Unique: Provides server-side API access to Framer sites and CMS, enabling external integrations and automation. Specific capabilities unknown due to lack of documentation, but likely enables content synchronization with external systems.
vs alternatives: Unknown without documentation, but likely enables deeper integrations than visual-only builders like Wix or Squarespace.
Enables password protection of individual pages or entire sites, restricting access to authorized users only. Available on Basic tier and above. Allows teams to share draft content or restricted pages with specific audiences without making them publicly accessible. Implementation details (password hashing, session management, per-page vs site-wide protection) are not documented.
Unique: Integrates password protection directly into the publishing interface without requiring external authentication services. Available on Basic tier, making it accessible to all users. Simple password-based approach is easier than OAuth or SAML for non-technical users.
vs alternatives: Simpler than OAuth-based authentication for quick access control, but less secure for sensitive data because password-based protection is weaker than multi-factor authentication.
Integrated content management system supporting collections (content types), items (individual records), and relational data linking across collections. The CMS supports dynamic filtering of content on pages, multi-locale content variants (Pro add-on), and auto-publish/staging workflows. Data is stored in Framer's infrastructure with tiered limits: 1 collection/1,000 items (Basic), 10 collections/2,500 items (Pro), 20 collections/10,000 items (Scale). Relational CMS (linking between collections) is Pro-tier and above. Content can be edited directly on published pages without rebuilding.
Unique: Integrates CMS directly into the visual editor with no separate admin interface, allowing designers to manage content structure and pages in one tool. Supports relational data linking between collections (Pro+) and direct on-page editing of published content without rebuilds. Most website builders separate CMS from design; Framer unifies them.
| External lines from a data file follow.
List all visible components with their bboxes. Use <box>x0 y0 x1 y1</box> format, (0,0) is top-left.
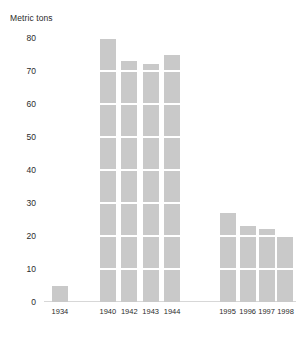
x-axis-tick-label: 1943 <box>142 307 159 316</box>
y-axis: 01020304050607080 <box>0 38 40 302</box>
y-axis-tick-label: 40 <box>27 165 36 175</box>
x-axis-tick-label: 1934 <box>52 307 69 316</box>
y-axis-tick-label: 60 <box>27 99 36 109</box>
x-axis-tick-label: 1998 <box>277 307 294 316</box>
gridline <box>44 202 296 204</box>
y-axis-tick-label: 10 <box>27 264 36 274</box>
gridline <box>44 37 296 39</box>
gridline <box>44 235 296 237</box>
gridline <box>44 169 296 171</box>
plot-area <box>44 38 296 302</box>
y-axis-tick-label: 20 <box>27 231 36 241</box>
x-axis-tick-label: 1997 <box>258 307 275 316</box>
y-axis-tick-label: 30 <box>27 198 36 208</box>
x-axis-tick-label: 1995 <box>219 307 236 316</box>
y-axis-tick-label: 70 <box>27 66 36 76</box>
x-axis-tick-label: 1944 <box>164 307 181 316</box>
y-axis-tick-label: 50 <box>27 132 36 142</box>
y-axis-tick-label: 0 <box>31 297 36 307</box>
x-axis-tick-label: 1996 <box>239 307 256 316</box>
gridlines <box>44 38 296 302</box>
y-axis-tick-label: 80 <box>27 33 36 43</box>
x-axis-tick-label: 1940 <box>99 307 116 316</box>
gridline <box>44 268 296 270</box>
x-axis-tick-label: 1942 <box>121 307 138 316</box>
gridline <box>44 136 296 138</box>
gridline <box>44 70 296 72</box>
chart-axis-title: Metric tons <box>10 13 53 23</box>
gridline <box>44 103 296 105</box>
bar-chart: Metric tons 01020304050607080 1934194019… <box>0 0 302 339</box>
x-axis: 193419401942194319441995199619971998 <box>44 307 296 323</box>
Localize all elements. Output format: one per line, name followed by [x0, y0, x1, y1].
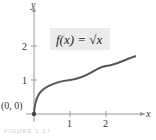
sqrt-curve: [34, 56, 136, 114]
chart-canvas: 1 2 1 2 x y (0, 0): [0, 0, 156, 140]
y-axis-label: y: [30, 0, 36, 10]
origin-point: [32, 112, 36, 116]
function-label: f(x) = √x: [56, 32, 102, 48]
origin-label: (0, 0): [1, 100, 23, 112]
figure-caption: FIGURE 1.17: [4, 128, 51, 134]
x-tick-label-2: 2: [103, 118, 108, 129]
x-axis-label: x: [145, 108, 151, 119]
x-tick-label-1: 1: [67, 118, 72, 129]
y-tick-label-2: 2: [22, 41, 27, 52]
y-tick-label-1: 1: [22, 75, 27, 86]
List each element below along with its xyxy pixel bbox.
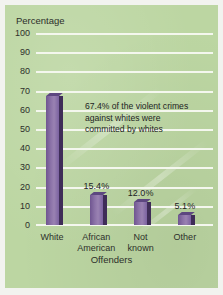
bar-value-label: 15.4%	[84, 182, 110, 191]
y-axis-tick-label: 0	[25, 221, 30, 230]
annotation-line-3: committed by whites	[85, 124, 207, 136]
x-axis-category-label: African American	[77, 232, 115, 254]
gridline	[36, 52, 213, 54]
plot-area: 1009080706050403020100 White15.4%African…	[36, 33, 213, 225]
bar-top-face	[46, 93, 63, 96]
bar-side-face	[59, 96, 63, 225]
y-axis-tick-label: 70	[20, 86, 30, 95]
y-axis-tick-label: 10	[20, 201, 30, 210]
y-axis-tick-label: 90	[20, 48, 30, 57]
y-axis-tick-label: 100	[15, 29, 30, 38]
y-axis-tick-label: 60	[20, 105, 30, 114]
y-axis-tick-label: 30	[20, 163, 30, 172]
bar-side-face	[147, 202, 151, 225]
chart-annotation: 67.4% of the violent crimes against whit…	[85, 101, 207, 136]
bar: 5.1%Other	[178, 215, 191, 225]
bar: 12.0%Not known	[134, 202, 147, 225]
y-axis-tick-label: 50	[20, 125, 30, 134]
gridline	[36, 71, 213, 73]
x-axis-category-label: White	[41, 232, 64, 243]
y-axis-title: Percentage	[16, 16, 65, 26]
bar-chart-figure: Percentage 1009080706050403020100 White1…	[0, 0, 223, 295]
bar-side-face	[191, 215, 195, 225]
bar: 15.4%African American	[90, 195, 103, 225]
bar: White	[46, 96, 59, 225]
bar-side-face	[103, 195, 107, 225]
chart-panel: Percentage 1009080706050403020100 White1…	[5, 5, 218, 288]
annotation-line-1: 67.4% of the violent crimes	[85, 101, 207, 113]
y-axis-tick-label: 80	[20, 67, 30, 76]
y-axis-tick-label: 20	[20, 182, 30, 191]
x-axis-title: Offenders	[5, 254, 218, 265]
bar-value-label: 5.1%	[175, 202, 196, 211]
y-axis-tick-label: 40	[20, 144, 30, 153]
x-axis-category-label: Other	[174, 232, 197, 243]
x-axis-category-label: Not known	[128, 232, 154, 254]
annotation-line-2: against whites were	[85, 113, 207, 125]
bar-value-label: 12.0%	[128, 189, 154, 198]
gridline	[36, 33, 213, 35]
vs alternatives: Simpler than Contentful or Strapi for non-technical users because CMS structure is defined visually, but less flexible for complex data models or external integrations.
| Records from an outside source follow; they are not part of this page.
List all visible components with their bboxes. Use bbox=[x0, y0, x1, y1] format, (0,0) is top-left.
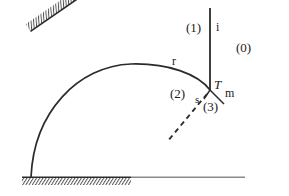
label-medium-m: m bbox=[225, 87, 234, 99]
optics-diagram: (1) i (0) r T m (2) s (3) bbox=[0, 0, 289, 196]
label-region-one: (1) bbox=[186, 21, 201, 34]
ground-surface bbox=[22, 177, 245, 185]
label-surface-s: s bbox=[195, 94, 199, 105]
label-region-two: (2) bbox=[170, 87, 185, 100]
label-transmitted-point: T bbox=[214, 78, 221, 91]
ground-hatching bbox=[22, 178, 131, 185]
incline-line bbox=[30, 0, 183, 31]
label-region-zero: (0) bbox=[236, 41, 251, 54]
inclined-surface bbox=[26, 0, 184, 31]
label-incident-ray: i bbox=[216, 21, 219, 33]
refracted-ray-dashed bbox=[167, 94, 207, 142]
label-reflected-ray: r bbox=[172, 55, 176, 67]
label-region-three: (3) bbox=[203, 100, 218, 113]
incline-hatching bbox=[26, 0, 184, 31]
wavefront-arc bbox=[31, 64, 210, 177]
diagram-canvas bbox=[0, 0, 289, 196]
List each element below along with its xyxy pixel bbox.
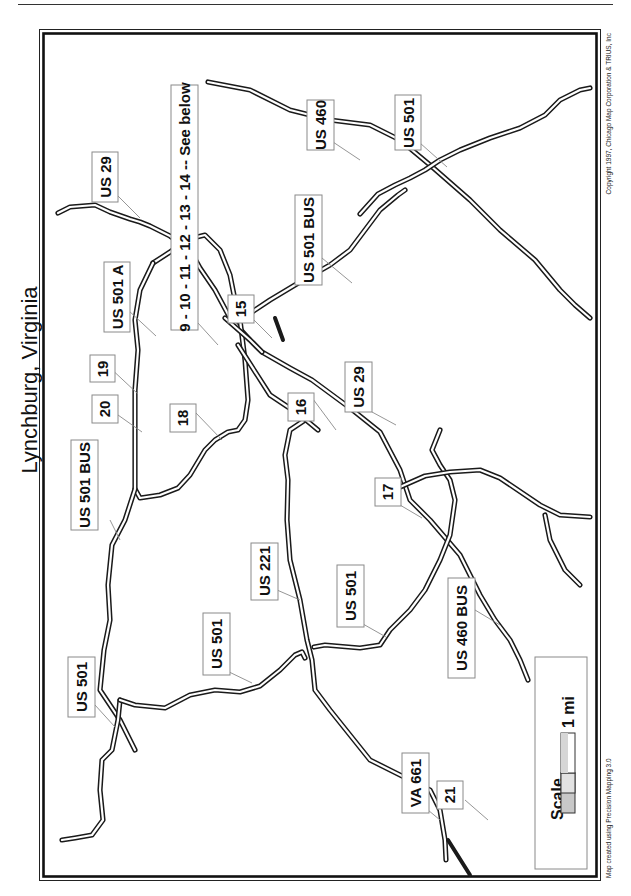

One-click publishing of websites to Framer-managed global CDN with automatic responsive optimization across devices. Supports custom domain connection (free .com on annual plans), Framer subdomains, staging environments (Pro+), instant rollback (Pro+), site redirects (Pro+), and password protection (Basic+). Hosting includes 20 CDN locations on Basic/Pro tiers and 300+ locations on Scale tier. Bandwidth limits are 10 GB (Basic), 100 GB (Pro), 200 GB (Scale) with $40 per 100 GB overage charges. Page limits are 30 (Basic), 150 (Pro), 300 (Scale) with $20 per 100 additional pages.
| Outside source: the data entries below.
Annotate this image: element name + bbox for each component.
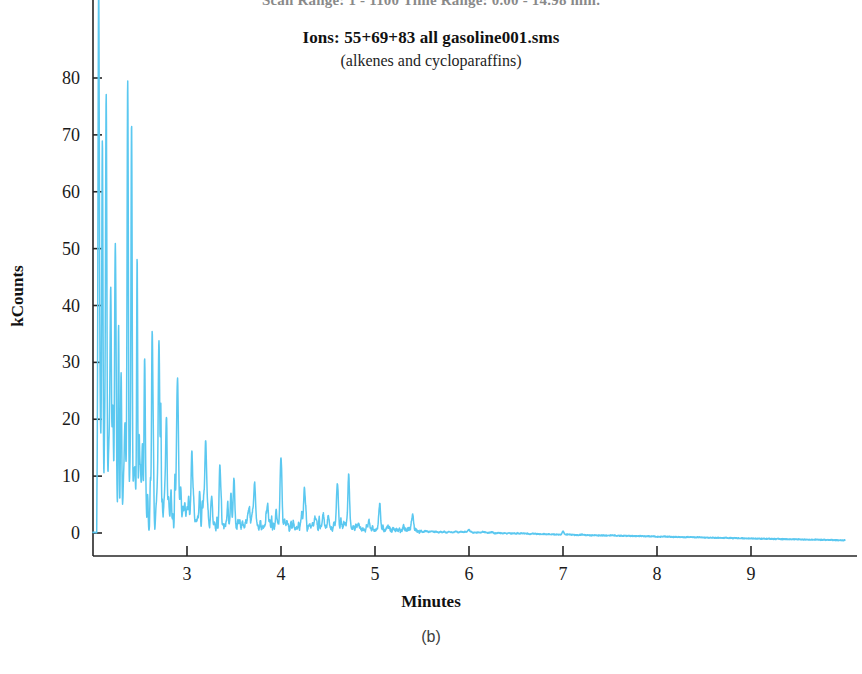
y-tick-label-50: 50 — [62, 239, 80, 259]
y-tick-label-0: 0 — [71, 523, 80, 543]
x-tick-label-3: 3 — [183, 564, 192, 584]
y-tick-label-30: 30 — [62, 352, 80, 372]
axis-group — [93, 0, 857, 556]
y-tick-label-70: 70 — [62, 125, 80, 145]
chromatogram-figure: Scan Range: 1 - 1100 Time Range: 0.00 - … — [0, 0, 862, 674]
chromatogram-plot: 010203040506070803456789 — [0, 0, 862, 674]
y-tick-label-60: 60 — [62, 182, 80, 202]
x-tick-label-6: 6 — [465, 564, 474, 584]
ion-chromatogram-trace — [93, 0, 845, 541]
x-tick-label-7: 7 — [559, 564, 568, 584]
y-tick-label-80: 80 — [62, 68, 80, 88]
y-tick-label-10: 10 — [62, 466, 80, 486]
x-tick-label-5: 5 — [371, 564, 380, 584]
x-tick-label-9: 9 — [747, 564, 756, 584]
y-tick-label-40: 40 — [62, 296, 80, 316]
x-tick-label-4: 4 — [277, 564, 286, 584]
tick-group: 010203040506070803456789 — [62, 68, 756, 584]
trace-group — [93, 0, 845, 541]
x-tick-label-8: 8 — [653, 564, 662, 584]
y-tick-label-20: 20 — [62, 409, 80, 429]
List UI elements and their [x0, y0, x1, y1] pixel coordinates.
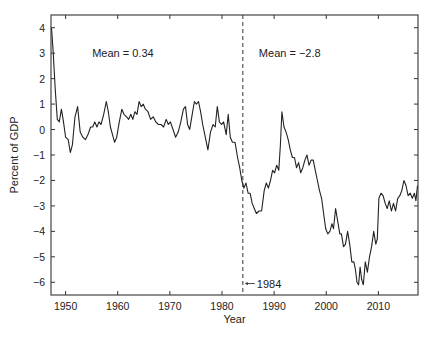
y-axis-label: Percent of GDP: [8, 116, 20, 193]
x-tick-label: 1990: [262, 300, 286, 312]
y-tick-label: −6: [33, 276, 45, 288]
y-tick-label: 4: [39, 22, 45, 34]
y-tick-label: 0: [39, 124, 45, 136]
x-tick-label: 2000: [315, 300, 339, 312]
y-tick-label: −3: [33, 200, 45, 212]
y-tick-label: −1: [33, 149, 45, 161]
x-axis-label: Year: [223, 313, 246, 325]
y-tick-label: 3: [39, 47, 45, 59]
y-tick-label: −4: [33, 225, 45, 237]
y-tick-label: 1: [39, 98, 45, 110]
x-tick-label: 1970: [158, 300, 182, 312]
x-tick-label: 1980: [210, 300, 234, 312]
x-tick-label: 1960: [106, 300, 130, 312]
x-tick-label: 1950: [54, 300, 78, 312]
annotation-mean-pre-1984: Mean = 0.34: [92, 47, 153, 59]
chart: 195019601970198019902000201043210−1−2−3−…: [0, 0, 432, 337]
y-tick-label: −5: [33, 251, 45, 263]
annotation-1984: 1984: [257, 278, 281, 290]
annotation-mean-post-1984: Mean = −2.8: [259, 47, 321, 59]
chart-background: [0, 0, 432, 337]
y-tick-label: −2: [33, 174, 45, 186]
x-tick-label: 2010: [367, 300, 391, 312]
y-tick-label: 2: [39, 73, 45, 85]
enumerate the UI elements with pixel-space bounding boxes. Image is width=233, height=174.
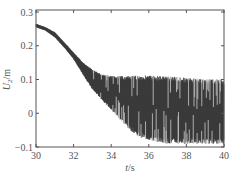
chart: 303234363840 −0.100.10.20.3 t/s U2/m <box>0 0 233 174</box>
y-tick-label: 0 <box>28 108 33 119</box>
y-axis-label: U2/m <box>1 69 14 91</box>
x-axis-label: t/s <box>125 162 135 173</box>
x-tick-label: 36 <box>144 150 154 161</box>
y-tick-label: 0.3 <box>21 7 34 18</box>
x-tick-label: 40 <box>219 150 229 161</box>
signal-series <box>36 24 224 144</box>
signal-line <box>36 24 224 144</box>
y-tick-label: 0.1 <box>21 74 34 85</box>
y-tick-label: −0.1 <box>15 142 33 153</box>
x-tick-label: 38 <box>181 150 191 161</box>
x-tick-label: 32 <box>69 150 79 161</box>
y-tick-label: 0.2 <box>21 40 34 51</box>
x-tick-label: 34 <box>106 150 116 161</box>
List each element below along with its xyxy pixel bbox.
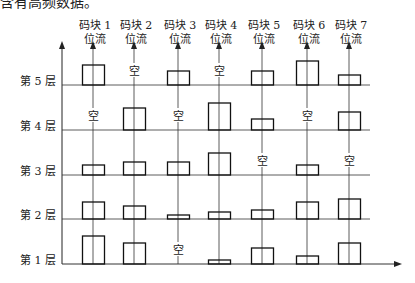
data-block	[297, 202, 319, 219]
empty-label: 空	[257, 154, 268, 168]
empty-label: 空	[173, 243, 184, 257]
data-block	[339, 243, 361, 264]
empty-label: 空	[344, 154, 355, 168]
data-block	[209, 212, 231, 219]
data-block	[297, 61, 319, 85]
data-block	[209, 153, 231, 175]
layered-bitstream-diagram: 空空空空空空空空	[0, 0, 415, 283]
data-block	[168, 215, 190, 219]
data-block	[252, 248, 274, 264]
data-block	[83, 65, 105, 85]
data-block	[124, 206, 146, 219]
data-block	[124, 243, 146, 264]
data-block	[168, 71, 190, 85]
empty-label: 空	[129, 64, 140, 78]
data-block	[168, 162, 190, 175]
data-block	[83, 165, 105, 175]
data-block	[209, 103, 231, 130]
empty-label: 空	[88, 109, 99, 123]
data-block	[252, 119, 274, 130]
data-block	[83, 202, 105, 219]
empty-label: 空	[302, 109, 313, 123]
data-block	[209, 260, 231, 264]
data-block	[83, 236, 105, 264]
data-block	[339, 75, 361, 85]
data-block	[297, 165, 319, 175]
data-block	[252, 210, 274, 219]
empty-label: 空	[214, 64, 225, 78]
data-block	[252, 71, 274, 85]
data-block	[339, 199, 361, 219]
data-block	[124, 108, 146, 130]
empty-label: 空	[173, 109, 184, 123]
data-block	[339, 112, 361, 130]
data-block	[297, 256, 319, 264]
data-block	[124, 162, 146, 175]
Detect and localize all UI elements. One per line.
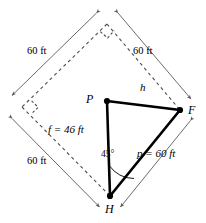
dimension-label-bottom-left: 60 ft <box>27 156 47 167</box>
right-angle-icon-left <box>31 101 38 114</box>
dimension-label-top-left: 60 ft <box>27 46 47 57</box>
angle-label-45: 45° <box>101 150 114 160</box>
square-side-top-left <box>22 24 107 107</box>
side-label-hf: p = 60 ft <box>137 148 175 159</box>
geometry-figure: P F H f = 46 ft h p = 60 ft 45° 60 ft 60… <box>0 0 206 223</box>
right-angle-marks <box>31 31 114 115</box>
dimension-label-top-right: 60 ft <box>133 46 153 57</box>
right-angle-icon-top <box>100 31 114 39</box>
side-label-ph: f = 46 ft <box>48 124 84 135</box>
dimension-line-bottom-right <box>121 121 191 208</box>
figure-canvas <box>0 0 206 223</box>
dimension-line-top-right <box>118 13 191 99</box>
square-side-top-right <box>107 24 180 110</box>
vertex-dot-h <box>107 193 113 199</box>
dimension-line-top-left <box>12 13 97 96</box>
vertex-dot-f <box>177 107 183 113</box>
vertex-label-h: H <box>105 203 114 215</box>
vertex-label-p: P <box>86 93 93 105</box>
dimension-lines <box>12 13 191 207</box>
vertex-label-f: F <box>188 104 195 116</box>
side-label-pf: h <box>140 82 146 93</box>
square-side-bottom-left <box>22 107 110 196</box>
vertex-dot-p <box>104 98 110 104</box>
Unique: Integrates hosting, CDN, and staging directly into the design tool with one-click publishing, eliminating separate hosting provider setup. Automatic responsive optimization and global CDN distribution are built-in rather than requiring external services. Staging and rollback are native features, not add-ons.
vs alternatives: Simpler than Vercel/Netlify for non-technical users because no Git/CI-CD knowledge required, but less flexible for complex deployment pipelines or custom server logic.
+7 more capabilities
Verdict
Framer scores higher at 84/100 vs MBPP+ at 63/100.